The economic consequences of antimicrobial resistance can be staggering. The cost of treating one person with multidrug-resistant TB is a hundred times greater than the cost of treating non-resistant cases. New York City needed to spend nearly US$1 billion to control an outbreak of multi-drug resistant TB in the early 1990s; a cost beyond the reach of most of the world's cities.

"If we fail to make full and proper use of medicines discovered in our lifetime, many of these drugs will slip through our grasp," said Dr Rosamund Williams, who heads WHO's team working on drug resistance. "Before long, we may have missed our opportunity to control the most dangerous infectious diseases. Indeed, if we fail to make rapid progress during this decade, it may become very difficult and expensive -- if not impossible -- to do so later."
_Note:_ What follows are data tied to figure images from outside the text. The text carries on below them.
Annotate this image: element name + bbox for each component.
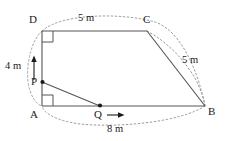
right-angle-marker-d — [42, 31, 53, 42]
dotted-oval-bottom-arc — [42, 106, 205, 125]
point-dot-q — [98, 103, 102, 107]
point-dot-p — [40, 80, 44, 84]
dimension-label-pd: 4 m — [5, 61, 21, 72]
trapezoid-sides-group — [42, 31, 205, 106]
dimension-label-cb: 5 m — [182, 55, 198, 66]
vertex-label-a: A — [30, 109, 38, 120]
dotted-outline-group — [28, 16, 205, 125]
dotted-oval-left-arc — [28, 31, 42, 106]
vertex-label-c: C — [143, 14, 150, 25]
arrow-right-q — [107, 112, 125, 117]
right-angle-marker-a — [42, 95, 53, 106]
dimension-label-dc: 5 m — [78, 13, 94, 24]
vertex-label-b: B — [208, 106, 215, 117]
geometry-diagram: D C A B P Q 5 m 5 m 8 m 4 m — [0, 0, 227, 141]
segment-pq — [42, 82, 100, 106]
dimension-label-ab: 8 m — [107, 124, 123, 135]
point-label-q: Q — [94, 109, 102, 120]
vertex-label-d: D — [29, 14, 37, 25]
segment-cb — [147, 31, 205, 106]
point-label-p: P — [31, 76, 37, 87]
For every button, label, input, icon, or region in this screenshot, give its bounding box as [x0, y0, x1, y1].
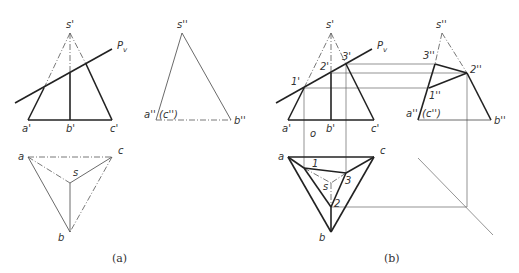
drawing-canvas: s' a' b' c' Pv s'' a'' (c'') b'' a c s [0, 0, 519, 273]
label-s-double-prime: s'' [177, 19, 188, 30]
label-1-prime: 1' [291, 76, 300, 87]
figure-a-top-view: a c s b [18, 145, 124, 243]
label-c-double-prime: (c'') [159, 109, 178, 120]
label-1: 1 [312, 158, 318, 169]
figure-b-front-view: s' a' b' c' 1' 2' 3' Pv o [276, 19, 388, 139]
label-b: b [58, 232, 64, 243]
label-plane-pv: Pv [377, 40, 388, 54]
label-a: a [278, 151, 284, 162]
label-b-prime: b' [66, 123, 75, 134]
label-a-prime: a' [22, 123, 31, 134]
label-b-double-prime: b'' [494, 115, 506, 126]
label-3-double-prime: 3'' [423, 50, 435, 61]
figure-a: s' a' b' c' Pv s'' a'' (c'') b'' a c s [15, 19, 246, 265]
figure-b-top-view: a c 1 s 3 2 b [278, 145, 386, 243]
label-s-prime: s' [326, 19, 334, 30]
label-c: c [380, 145, 386, 156]
caption-b: (b) [384, 252, 400, 265]
label-s: s [323, 181, 328, 192]
label-a: a [18, 151, 24, 162]
label-s-prime: s' [66, 19, 74, 30]
label-2: 2 [334, 198, 340, 209]
label-s-double-prime: s'' [436, 19, 447, 30]
label-c-prime: c' [110, 123, 118, 134]
marker-o: o [310, 128, 316, 139]
label-3: 3 [345, 175, 351, 186]
label-b-double-prime: b'' [234, 115, 246, 126]
label-c: c [118, 145, 124, 156]
figure-a-side-view: s'' a'' (c'') b'' [144, 19, 246, 126]
label-a-double-prime: a'' [144, 109, 156, 120]
figure-b: s' a' b' c' 1' 2' 3' Pv o s'' 3'' 2'' 1'… [276, 19, 506, 265]
label-b-prime: b' [326, 123, 335, 134]
label-a-prime: a' [282, 123, 291, 134]
label-s: s [73, 167, 78, 178]
caption-a: (a) [112, 252, 127, 265]
label-3-prime: 3' [342, 51, 351, 62]
figure-b-side-view: s'' 3'' 2'' 1'' a'' (c'') b'' [406, 19, 506, 126]
figure-b-projection-lines [304, 64, 493, 235]
label-1-double-prime: 1'' [429, 90, 441, 101]
label-a-double-prime: a'' [406, 108, 418, 119]
projection-drawing: s' a' b' c' Pv s'' a'' (c'') b'' a c s [0, 0, 519, 273]
label-c-prime: c' [371, 123, 379, 134]
label-c-double-prime: (c'') [422, 108, 441, 119]
label-2-double-prime: 2'' [470, 64, 482, 75]
label-plane-pv: Pv [117, 40, 128, 54]
label-b: b [319, 232, 325, 243]
label-2-prime: 2' [320, 61, 329, 72]
figure-a-front-view: s' a' b' c' Pv [15, 19, 128, 134]
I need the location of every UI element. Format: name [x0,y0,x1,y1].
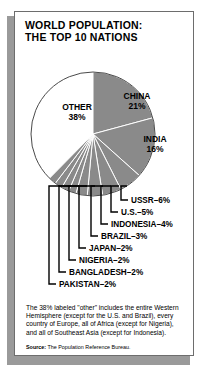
page-title-line-1: WORLD POPULATION: [25,20,185,32]
callout-label-bangladesh: BANGLADESH–2% [69,268,144,277]
callout-label-pakistan: PAKISTAN–2% [59,280,117,289]
callout-label-ussr: USSR–6% [131,196,171,205]
infographic-card: WORLD POPULATION: THE TOP 10 NATIONS OTH… [14,11,194,356]
pie-label-other: OTHER [62,102,92,112]
callout-label-nigeria: NIGERIA–2% [79,256,130,265]
callout-label-japan: JAPAN–2% [89,244,133,253]
page-title: WORLD POPULATION: THE TOP 10 NATIONS [25,20,185,43]
source-text: The Population Reference Bureau. [47,344,130,350]
pie-chart: OTHER38%CHINA21%INDIA16% USSR–6%U.S.–5%I… [15,42,193,297]
footnote-text: The 38% labeled "other" includes the ent… [26,304,184,337]
callout-label-us: U.S.–5% [121,208,154,217]
source-line: Source: The Population Reference Bureau. [26,344,186,350]
pie-value-other: 38% [68,112,85,122]
callout-label-brazil: BRAZIL–3% [101,232,148,241]
callout-label-indonesia: INDONESIA–4% [111,220,174,229]
leader-line-nigeria [69,186,87,260]
source-label: Source: [26,344,46,350]
pie-label-india: INDIA [143,134,166,144]
pie-value-china: 21% [128,101,145,111]
pie-value-india: 16% [146,144,163,154]
pie-chart-svg: OTHER38%CHINA21%INDIA16% USSR–6%U.S.–5%I… [15,42,193,297]
callout-labels: USSR–6%U.S.–5%INDONESIA–4%BRAZIL–3%JAPAN… [59,196,174,289]
infographic-root: WORLD POPULATION: THE TOP 10 NATIONS OTH… [0,0,201,372]
pie-label-china: CHINA [124,91,151,101]
leader-line-pakistan [49,186,71,284]
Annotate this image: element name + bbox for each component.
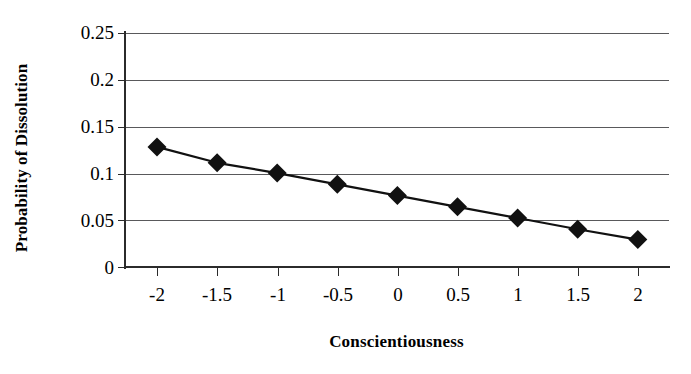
y-tick-label: 0.05 [54,211,114,230]
gridline [124,80,669,81]
x-tick-mark [217,268,218,276]
x-tick-mark [157,268,158,276]
x-tick-label: -1 [248,285,308,305]
y-tick-label: 0.1 [54,164,114,183]
y-axis-tick-labels: 0.25 0.2 0.15 0.1 0.05 0 [50,0,114,374]
y-axis-line [124,31,126,269]
plot-area [124,33,669,267]
x-tick-mark [518,268,519,276]
x-tick-label: 1 [488,285,548,305]
x-tick-mark [458,268,459,276]
x-tick-mark [398,268,399,276]
x-tick-label: 1.5 [548,285,608,305]
x-tick-label: 2 [608,285,668,305]
y-tick-label: 0.15 [54,117,114,136]
x-tick-mark [578,268,579,276]
x-tick-label: -2 [127,285,187,305]
gridline [124,220,669,221]
y-axis-title: Probability of Dissolution [12,28,32,288]
x-tick-label: 0 [368,285,428,305]
x-axis-line [124,266,670,268]
x-tick-label: -1.5 [187,285,247,305]
chart-figure: Probability of Dissolution 0.25 0.2 0.15… [0,0,691,374]
y-tick-label: 0.2 [54,70,114,89]
gridline [124,174,669,175]
y-tick-label: 0.25 [54,23,114,42]
x-tick-label: -0.5 [308,285,368,305]
gridline [124,33,669,34]
y-tick-label: 0 [54,258,114,277]
gridline [124,127,669,128]
x-tick-label: 0.5 [428,285,488,305]
x-tick-mark [638,268,639,276]
x-axis-title: Conscientiousness [124,332,669,352]
x-tick-mark [278,268,279,276]
x-tick-mark [338,268,339,276]
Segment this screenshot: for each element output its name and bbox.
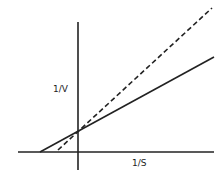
x-axis-label: 1/S <box>132 158 147 168</box>
lineweaver-burk-plot: 1/V 1/S <box>0 0 221 176</box>
solid-line <box>40 57 214 152</box>
y-axis-label: 1/V <box>53 84 69 94</box>
dashed-line <box>58 8 212 150</box>
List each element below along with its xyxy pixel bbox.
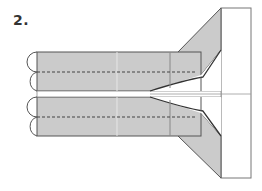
right-panel — [221, 8, 251, 178]
rounded-edge-3 — [27, 97, 37, 117]
rounded-edge-1 — [27, 52, 37, 72]
origami-diagram — [0, 0, 262, 191]
rounded-edge-4 — [30, 117, 37, 136]
rounded-edge-2 — [30, 72, 37, 91]
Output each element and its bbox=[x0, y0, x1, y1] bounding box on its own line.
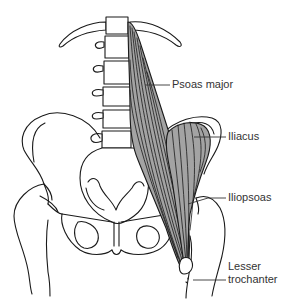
lesser-trochanter-bone bbox=[179, 258, 192, 284]
label-iliacus: Iliacus bbox=[228, 130, 259, 143]
anatomy-diagram bbox=[0, 0, 287, 301]
label-lesser-trochanter-line1: Lesser bbox=[228, 260, 278, 273]
lumbar-spine bbox=[91, 17, 131, 148]
label-lesser-trochanter-line2: trochanter bbox=[228, 273, 278, 286]
label-psoas-major: Psoas major bbox=[172, 78, 233, 91]
label-iliopsoas: Iliopsoas bbox=[228, 191, 271, 204]
label-lesser-trochanter: Lesser trochanter bbox=[228, 260, 278, 286]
A common misconception is that the pharmaceutical industry is frequently making new drug discoveries to replace those drugs that become ineffective in fighting the major infectious diseases. In reality, while new versions of older drugs continue to be developed, there is a dearth of new classes of antibacterials. On average, research and development of anti-infective drugs takes 15 to 20 years, and can cost-over $500 million, according to pharmaceutical companies.

"Currently, there are no new drugs or vaccines ready to quickly emerge from the research and development pipeline," said Dr Heymann. "We are making a high-risk gamble with the public's health if we are betting on the discovery of new medicines and vaccines, and neglecting our opportunity to make wiser and wider use of the effective medicines we currently have available."

According to the report, the most effective strategy against antimicrobial resistance is to get the job done right the first time -- to unequivocally destroy microbes -- thereby defeating resistance before it starts. The challenge is to get the right treatment to the patient, each and every time.

"Used wisely and widely, the drugs we have today can be used to prevent the infections of today and the antimicrobial-resistant catastrophes of tomorrow," said Dr Brundtland. "However, if the world fails to mount a more serious effort to fight infectious diseases, antimicrobial resistance will increasingly threaten to send the world back to a pre-antibiotic age. Our grandparents lived during an era without effective antibiotics. We don't want the same situation for our grandchildren."